Commentary: Beating The Blame Game
By Derrell Connor Special To Channel 3000
When I was a kid, baseball was my favorite sport. During the summer, my friends and I played it all day, every day. When there weren’t enough of us to go to the middle school and play on the diamond, we would play in the grass court in front of our apartment complex. The two trees in the center were home plate and second base; the tall bushes on each side first and third. It was much shorter than the middle-school field, plus it had plenty of windows. So, we used a tennis ball instead of a baseball, and a hard plastic bat instead of wood or aluminum.
One day, while we were playing, my friend Michael hit a hard line drive that smashed one of the upstairs apartment windows. So naturally, we did what almost every kid does in that situation — we ran! Some of us went home, others like my friend Dominick and I went to the Walgreens down the street to buy candy and hide out until the heat was off.
When we returned, we were surprised to see Michael talking to the man whose window he had broken several minutes earlier. When they were done talking, we asked Michael what happened. “Did he catch you?”
He said no, he didn’t run. After the man came outside his door to find out what happened, Michael said that he walked upstairs and told him that he broke the window. When we asked why he did that instead of run, or blame someone else, Michael said, “Just because.”
I had never seen a kid do that before. To just own up to breaking a window without your parents making you? The man thanked Michael for telling him, told him it was OK, that accidents happen. He’d call maintenance and have them replace the window. To this day, I’ve never forgotten the way Michael owned up to what he did. He took responsibility for breaking that window without giving it a second thought, without being forced to. I remember thinking at the time,
What if I had broken the window instead of Michael? Would I have taken responsibility for my actions, or would I have been at the store hiding out?
Thinking about what happened that day brings me to my point: that many of us don’t own up to our mistakes. We don’t take responsibility for our actions. A few so-called social outcasts shoot up a school? It’s the video game’s fault. Violence breaks out at a club? It’s rap music’s fault. A politician says something stupid? It’s the media?s fault. Someone lives a life of crime? It’s society?s fault. When our kids do something wrong, it was the other kids’ that made them do it. It’s always someone else’s fault.
The blame game knows no age, gender or color. Rich or poor, it doesn’t matter. There’s always someone to blame when we don’t get what we want, or what we feel we deserve.
I have learned over the years — sometimes the hard way — that life is what you make of it. We are all responsible for the decisions we make. There isn’t a video game, movie, or a rap record that can make anyone do anything. No one puts a gun in your hand. No one puts a needle in your arm. No one makes you get behind a wheel after a night of drinking. No one makes you say anything to anyone that you don’t want to say. It’s on each of us to be accountable for what we do.
And when we screw up, we have a responsibility to take ownership of what we’ve done. That’s the hardest part. But if it were easy, everyone would do it.
I haven’t seen or heard from Michael since high school. I wonder if he’s still the same stand-up guy that admitted to breaking the window years ago. Whatever the case, he taught me a lesson that I’m still learning today: break a window, own up to it.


*What to produce*. Every record here needs to be retyped exactly.

*Available data*.
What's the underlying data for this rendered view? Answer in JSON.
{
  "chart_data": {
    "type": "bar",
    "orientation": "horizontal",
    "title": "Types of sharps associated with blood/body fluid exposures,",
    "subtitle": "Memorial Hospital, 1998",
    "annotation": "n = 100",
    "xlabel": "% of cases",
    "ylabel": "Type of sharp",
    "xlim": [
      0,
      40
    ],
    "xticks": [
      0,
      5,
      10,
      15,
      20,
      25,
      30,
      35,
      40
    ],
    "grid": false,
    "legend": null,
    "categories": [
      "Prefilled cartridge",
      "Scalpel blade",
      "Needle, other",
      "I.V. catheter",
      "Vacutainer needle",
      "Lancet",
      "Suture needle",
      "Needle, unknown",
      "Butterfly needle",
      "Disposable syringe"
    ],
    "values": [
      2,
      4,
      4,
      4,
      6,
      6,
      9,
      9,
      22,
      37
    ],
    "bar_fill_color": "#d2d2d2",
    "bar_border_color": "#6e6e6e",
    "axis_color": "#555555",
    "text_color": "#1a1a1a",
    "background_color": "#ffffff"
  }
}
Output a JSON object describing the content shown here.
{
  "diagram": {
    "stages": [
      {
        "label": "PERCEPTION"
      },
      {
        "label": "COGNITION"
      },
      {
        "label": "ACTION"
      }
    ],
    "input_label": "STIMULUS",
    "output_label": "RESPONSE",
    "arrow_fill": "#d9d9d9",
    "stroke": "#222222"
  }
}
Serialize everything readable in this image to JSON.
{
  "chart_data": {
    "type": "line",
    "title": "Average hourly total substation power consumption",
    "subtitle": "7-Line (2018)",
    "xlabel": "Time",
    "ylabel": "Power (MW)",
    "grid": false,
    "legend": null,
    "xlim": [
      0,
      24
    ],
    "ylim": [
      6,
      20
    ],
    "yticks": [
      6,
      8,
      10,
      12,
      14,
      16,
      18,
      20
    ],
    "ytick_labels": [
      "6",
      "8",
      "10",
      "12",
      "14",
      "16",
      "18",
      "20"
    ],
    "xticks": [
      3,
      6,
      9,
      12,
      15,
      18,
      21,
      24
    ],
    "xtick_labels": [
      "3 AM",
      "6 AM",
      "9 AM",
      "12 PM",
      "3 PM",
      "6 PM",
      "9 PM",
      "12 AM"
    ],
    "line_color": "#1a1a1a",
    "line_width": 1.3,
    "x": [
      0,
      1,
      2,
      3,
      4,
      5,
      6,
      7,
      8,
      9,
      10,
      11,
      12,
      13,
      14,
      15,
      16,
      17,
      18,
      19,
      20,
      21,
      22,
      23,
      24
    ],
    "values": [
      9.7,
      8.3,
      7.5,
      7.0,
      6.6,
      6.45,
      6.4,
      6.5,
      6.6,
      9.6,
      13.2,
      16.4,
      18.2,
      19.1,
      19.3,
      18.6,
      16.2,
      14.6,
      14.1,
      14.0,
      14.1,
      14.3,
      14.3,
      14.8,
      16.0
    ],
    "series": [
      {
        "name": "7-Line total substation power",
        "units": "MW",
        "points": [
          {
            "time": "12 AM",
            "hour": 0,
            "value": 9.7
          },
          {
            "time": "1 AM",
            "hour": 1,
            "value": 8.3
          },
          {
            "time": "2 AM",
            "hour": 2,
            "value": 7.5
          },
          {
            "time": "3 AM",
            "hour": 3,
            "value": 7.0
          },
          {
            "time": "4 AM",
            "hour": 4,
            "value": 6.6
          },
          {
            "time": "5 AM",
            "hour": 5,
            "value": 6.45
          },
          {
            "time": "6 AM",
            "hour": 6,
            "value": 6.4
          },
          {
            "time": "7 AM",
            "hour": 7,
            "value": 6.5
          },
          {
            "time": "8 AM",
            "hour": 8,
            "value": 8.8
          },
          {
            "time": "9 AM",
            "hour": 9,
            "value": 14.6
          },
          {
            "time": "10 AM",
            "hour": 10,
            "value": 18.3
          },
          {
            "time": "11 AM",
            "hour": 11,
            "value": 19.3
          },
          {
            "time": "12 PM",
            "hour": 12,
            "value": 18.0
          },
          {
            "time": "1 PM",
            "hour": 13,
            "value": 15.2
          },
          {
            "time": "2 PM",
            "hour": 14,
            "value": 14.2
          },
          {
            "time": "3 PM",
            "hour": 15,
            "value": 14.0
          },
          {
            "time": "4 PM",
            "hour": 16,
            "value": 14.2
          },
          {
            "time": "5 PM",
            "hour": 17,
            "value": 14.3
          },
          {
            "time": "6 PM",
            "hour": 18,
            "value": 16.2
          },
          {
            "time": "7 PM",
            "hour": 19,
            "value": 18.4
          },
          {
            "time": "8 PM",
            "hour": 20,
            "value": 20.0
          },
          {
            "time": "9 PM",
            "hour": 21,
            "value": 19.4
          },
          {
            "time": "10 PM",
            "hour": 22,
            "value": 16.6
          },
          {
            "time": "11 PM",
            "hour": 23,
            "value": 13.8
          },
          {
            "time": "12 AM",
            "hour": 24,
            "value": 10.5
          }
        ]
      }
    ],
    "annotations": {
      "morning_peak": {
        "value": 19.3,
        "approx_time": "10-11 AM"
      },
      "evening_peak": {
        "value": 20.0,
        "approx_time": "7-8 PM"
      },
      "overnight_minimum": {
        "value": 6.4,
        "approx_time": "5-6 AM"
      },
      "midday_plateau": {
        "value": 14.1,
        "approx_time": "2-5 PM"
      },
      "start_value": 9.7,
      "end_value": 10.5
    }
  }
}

*Written response*.
What's the underlying data for this rendered view? Answer in JSON.
{
  "chart_data": {
    "type": "bar",
    "orientation": "horizontal",
    "title": "Types of sharps associated with blood/body fluid exposures,",
    "subtitle": "Memorial Hospital, 1998",
    "annotation": "n = 100",
    "xlabel": "% of cases",
    "ylabel": "Type of sharp",
    "xlim": [
      0,
      40
    ],
    "xticks": [
      0,
      5,
      10,
      15,
      20,
      25,
      30,
      35,
      40
    ],
    "grid": false,
    "legend": null,
    "categories": [
      "Prefilled cartridge",
      "Scalpel blade",
      "Needle, other",
      "I.V. catheter",
      "Vacutainer needle",
      "Lancet",
      "Suture needle",
      "Needle, unknown",
      "Butterfly needle",
      "Disposable syringe"
    ],
    "values": [
      2,
      4,
      4,
      4,
      6,
      6,
      9,
      9,
      22,
      37
    ],
    "bar_fill_color": "#d2d2d2",
    "bar_border_color": "#6e6e6e",
    "axis_color": "#555555",
    "text_color": "#1a1a1a",
    "background_color": "#ffffff"
  }
}
Output a JSON object describing the content shown here.
{
  "diagram": {
    "stages": [
      {
        "label": "PERCEPTION"
      },
      {
        "label": "COGNITION"
      },
      {
        "label": "ACTION"
      }
    ],
    "input_label": "STIMULUS",
    "output_label": "RESPONSE",
    "arrow_fill": "#d9d9d9",
    "stroke": "#222222"
  }
}
Serialize everything readable in this image to JSON.
{
  "chart_data": {
    "type": "line",
    "title": "Average hourly total substation power consumption",
    "subtitle": "7-Line (2018)",
    "xlabel": "Time",
    "ylabel": "Power (MW)",
    "grid": false,
    "legend": null,
    "xlim": [
      0,
      24
    ],
    "ylim": [
      6,
      20
    ],
    "yticks": [
      6,
      8,
      10,
      12,
      14,
      16,
      18,
      20
    ],
    "ytick_labels": [
      "6",
      "8",
      "10",
      "12",
      "14",
      "16",
      "18",
      "20"
    ],
    "xticks": [
      3,
      6,
      9,
      12,
      15,
      18,
      21,
      24
    ],
    "xtick_labels": [
      "3 AM",
      "6 AM",
      "9 AM",
      "12 PM",
      "3 PM",
      "6 PM",
      "9 PM",
      "12 AM"
    ],
    "line_color": "#1a1a1a",
    "line_width": 1.3,
    "x": [
      0,
      1,
      2,
      3,
      4,
      5,
      6,
      7,
      8,
      9,
      10,
      11,
      12,
      13,
      14,
      15,
      16,
      17,
      18,
      19,
      20,
      21,
      22,
      23,
      24
    ],
    "values": [
      9.7,
      8.3,
      7.5,
      7.0,
      6.6,
      6.45,
      6.4,
      6.5,
      6.6,
      9.6,
      13.2,
      16.4,
      18.2,
      19.1,
      19.3,
      18.6,
      16.2,
      14.6,
      14.1,
      14.0,
      14.1,
      14.3,
      14.3,
      14.8,
      16.0
    ],
    "series": [
      {
        "name": "7-Line total substation power",
        "units": "MW",
        "points": [
          {
            "time": "12 AM",
            "hour": 0,
            "value": 9.7
          },
          {
            "time": "1 AM",
            "hour": 1,
            "value": 8.3
          },
          {
            "time": "2 AM",
            "hour": 2,
            "value": 7.5
          },
          {
            "time": "3 AM",
            "hour": 3,
            "value": 7.0
          },
          {
            "time": "4 AM",
            "hour": 4,
            "value": 6.6
          },
          {
            "time": "5 AM",
            "hour": 5,
            "value": 6.45
          },
          {
            "time": "6 AM",
            "hour": 6,
            "value": 6.4
          },
          {
            "time": "7 AM",
            "hour": 7,
            "value": 6.5
          },
          {
            "time": "8 AM",
            "hour": 8,
            "value": 8.8
          },
          {
            "time": "9 AM",
            "hour": 9,
            "value": 14.6
          },
          {
            "time": "10 AM",
            "hour": 10,
            "value": 18.3
          },
          {
            "time": "11 AM",
            "hour": 11,
            "value": 19.3
          },
          {
            "time": "12 PM",
            "hour": 12,
            "value": 18.0
          },
          {
            "time": "1 PM",
            "hour": 13,
            "value": 15.2
          },
          {
            "time": "2 PM",
            "hour": 14,
            "value": 14.2
          },
          {
            "time": "3 PM",
            "hour": 15,
            "value": 14.0
          },
          {
            "time": "4 PM",
            "hour": 16,
            "value": 14.2
          },
          {
            "time": "5 PM",
            "hour": 17,
            "value": 14.3
          },
          {
            "time": "6 PM",
            "hour": 18,
            "value": 16.2
          },
          {
            "time": "7 PM",
            "hour": 19,
            "value": 18.4
          },
          {
            "time": "8 PM",
            "hour": 20,
            "value": 20.0
          },
          {
            "time": "9 PM",
            "hour": 21,
            "value": 19.4
          },
          {
            "time": "10 PM",
            "hour": 22,
            "value": 16.6
          },
          {
            "time": "11 PM",
            "hour": 23,
            "value": 13.8
          },
          {
            "time": "12 AM",
            "hour": 24,
            "value": 10.5
          }
        ]
      }
    ],
    "annotations": {
      "morning_peak": {
        "value": 19.3,
        "approx_time": "10-11 AM"
      },
      "evening_peak": {
        "value": 20.0,
        "approx_time": "7-8 PM"
      },
      "overnight_minimum": {
        "value": 6.4,
        "approx_time": "5-6 AM"
      },
      "midday_plateau": {
        "value": 14.1,
        "approx_time": "2-5 PM"
      },
      "start_value": 9.7,
      "end_value": 10.5
    }
  }
}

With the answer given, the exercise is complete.